Task to carry out: An exact copy of the listing below is the answer, with the pictures removed.

Supplied records:
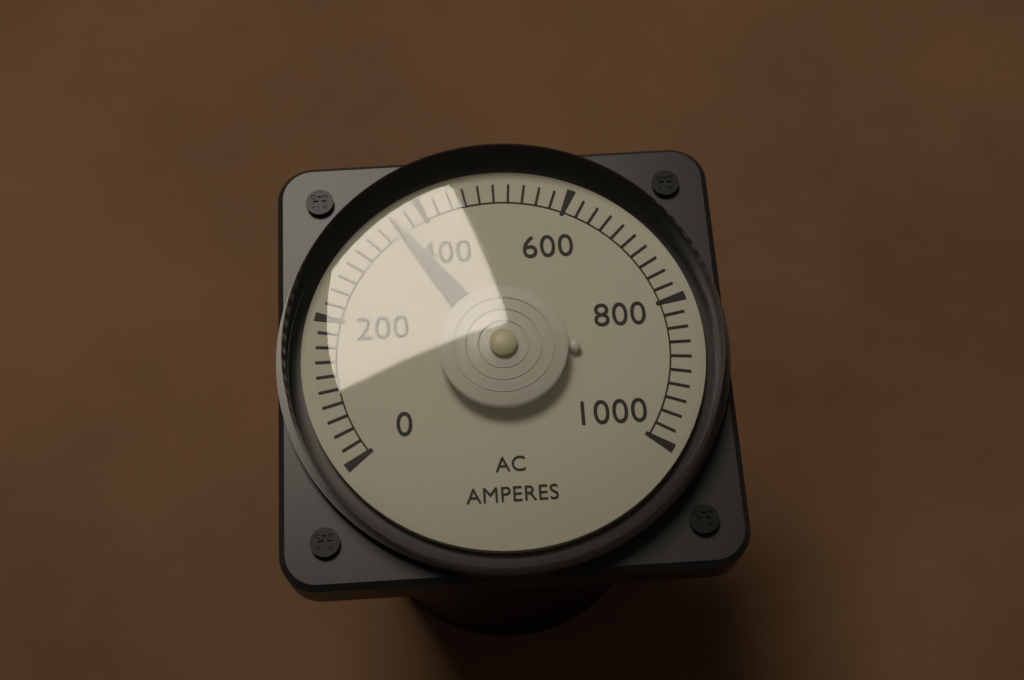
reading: 360 A
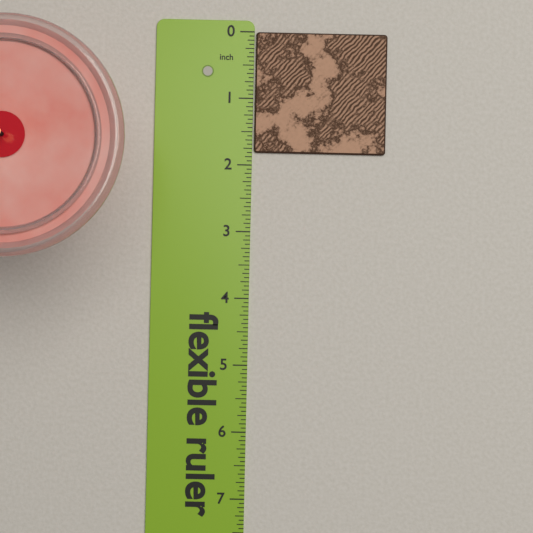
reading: 1.8125 in
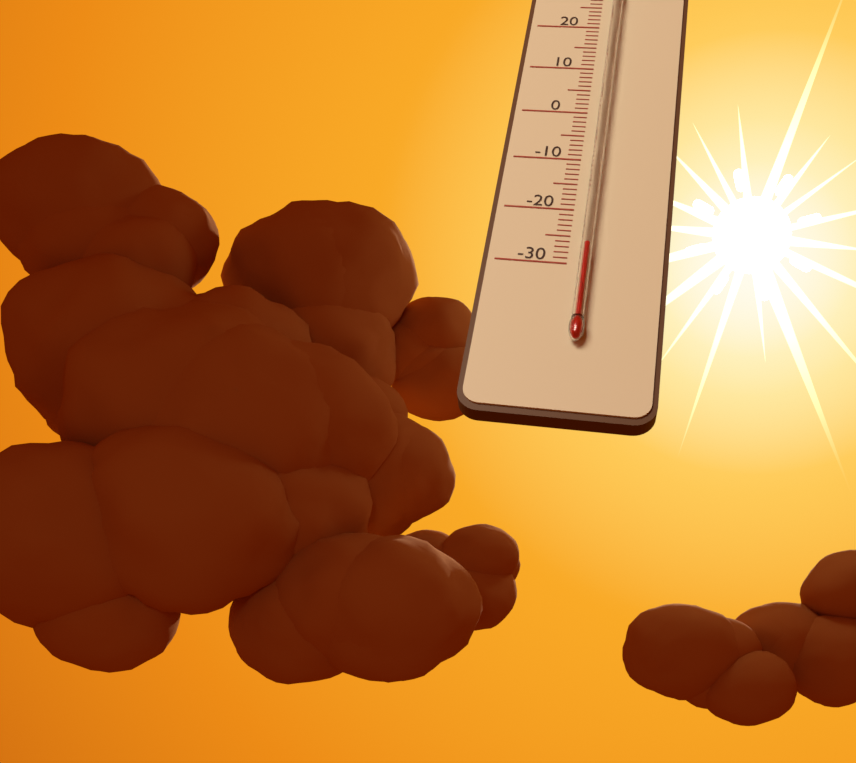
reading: -27 °C
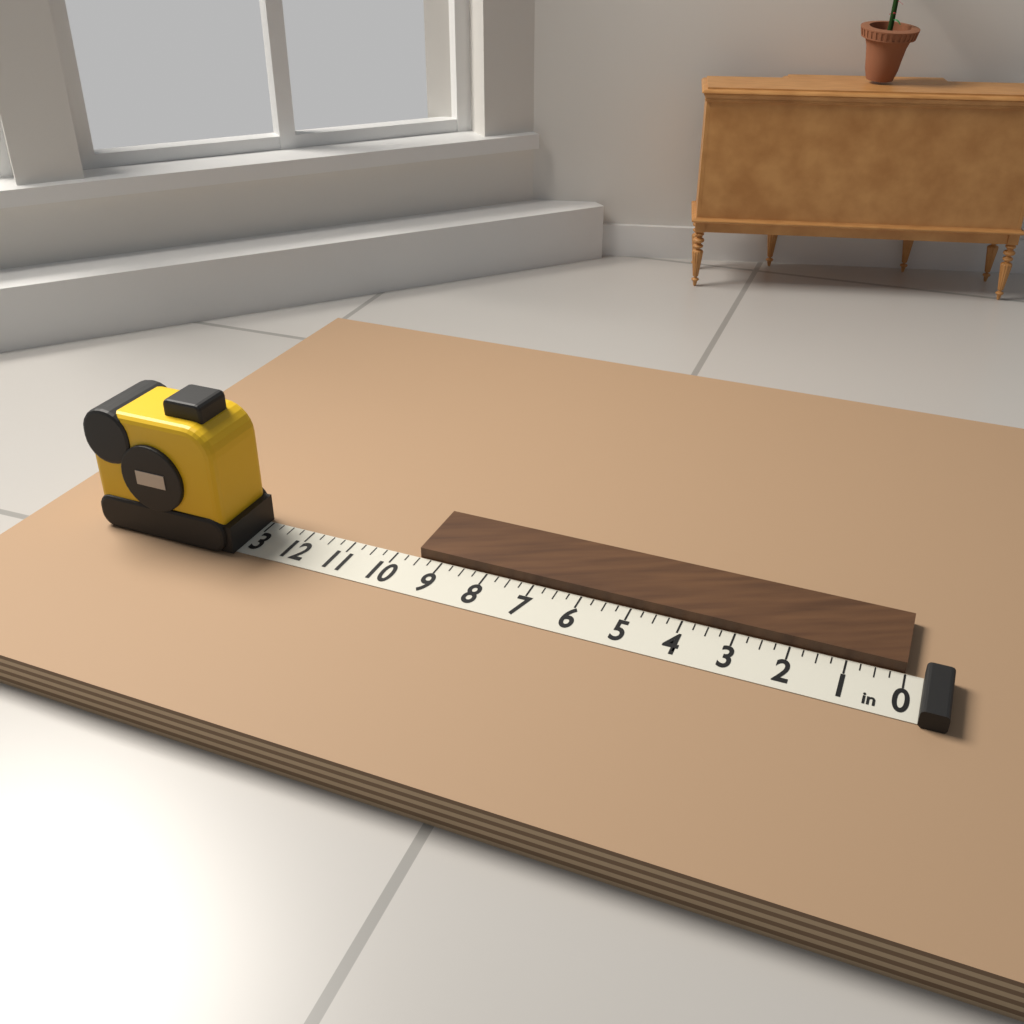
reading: 9.50 in
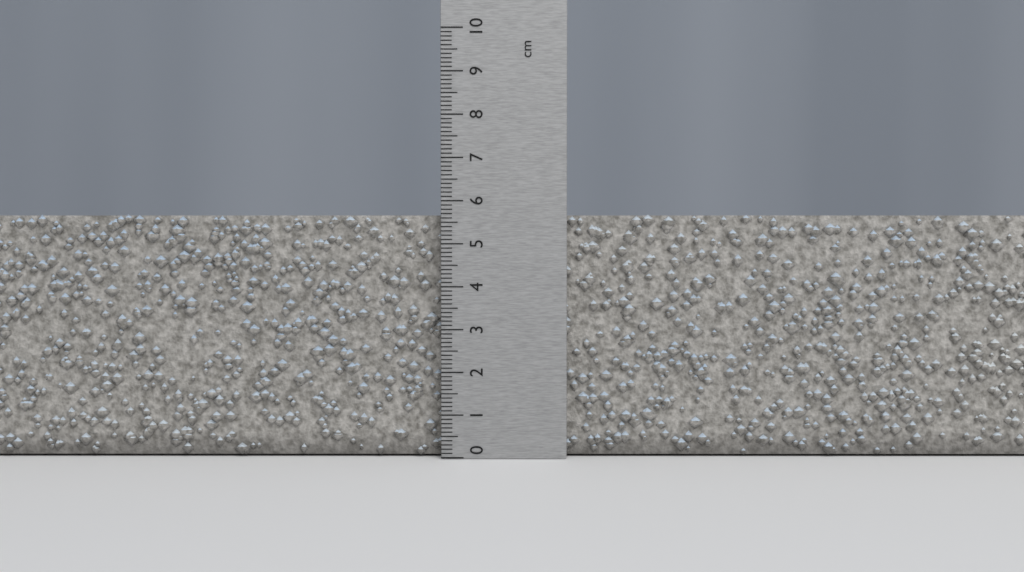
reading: 5.7 cm
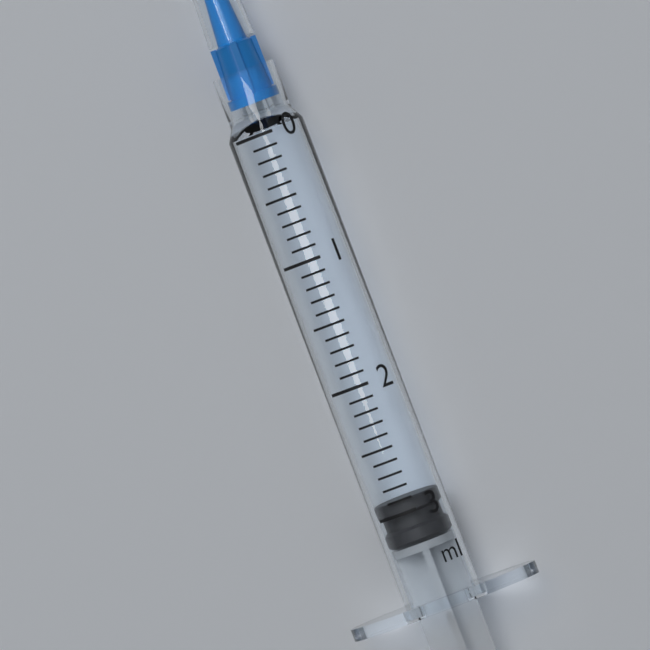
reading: 2.9 ml
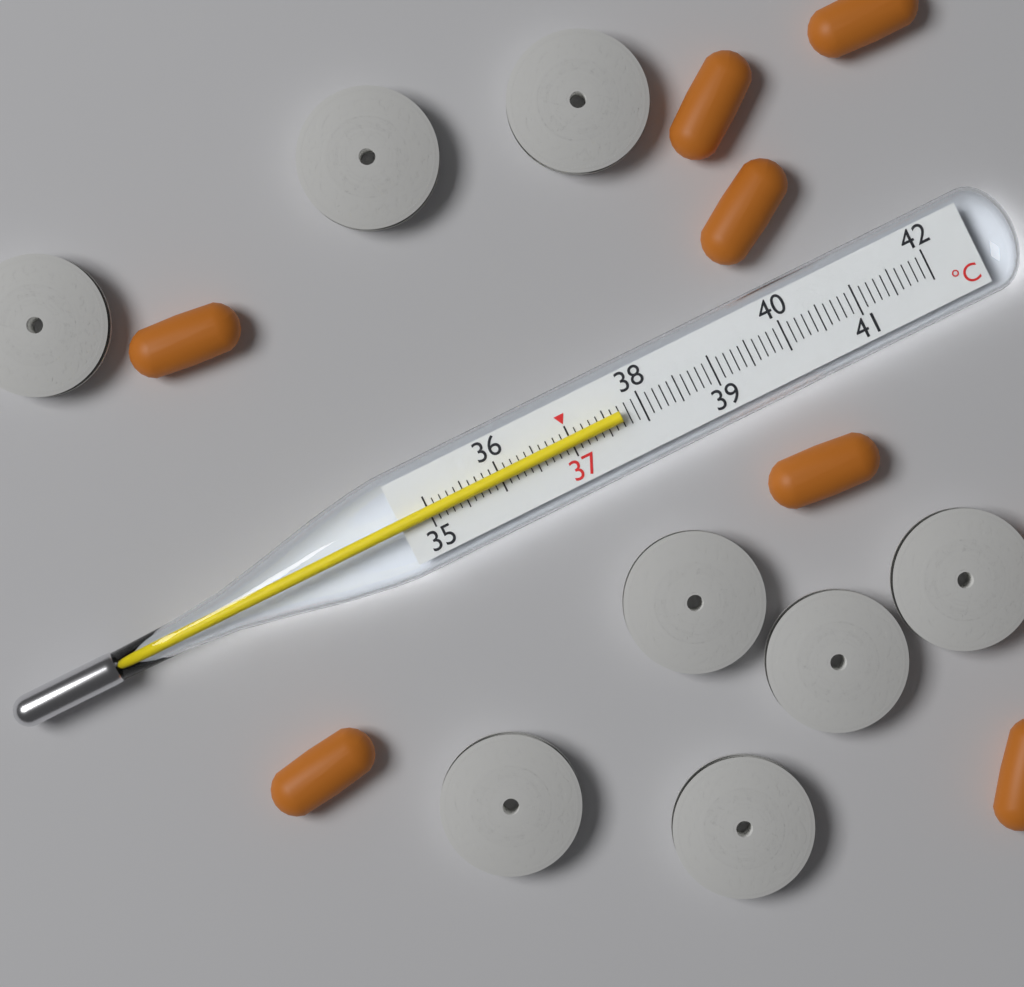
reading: 37.7 °C
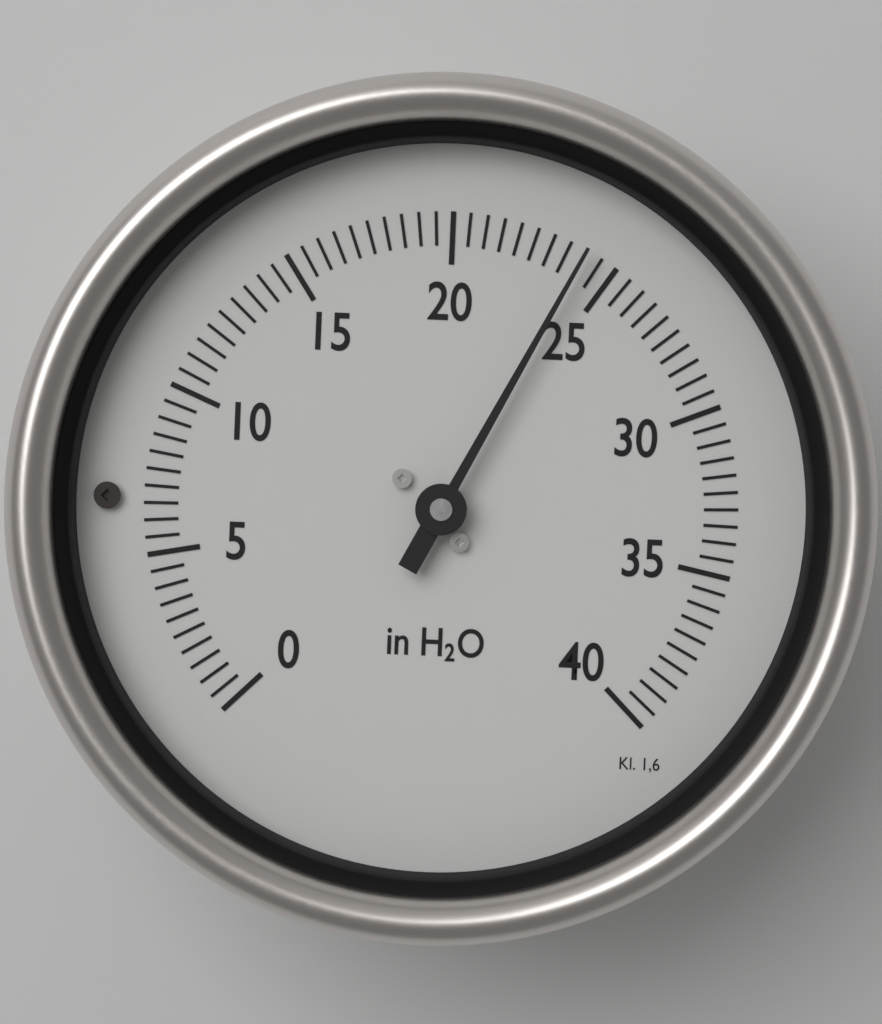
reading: 24.0 in H2O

Response for this exercise:
reading: 360 A
reading: 1.8125 in
reading: -27 °C
reading: 9.50 in
reading: 5.7 cm
reading: 2.9 ml
reading: 37.7 °C
reading: 24.0 in H2O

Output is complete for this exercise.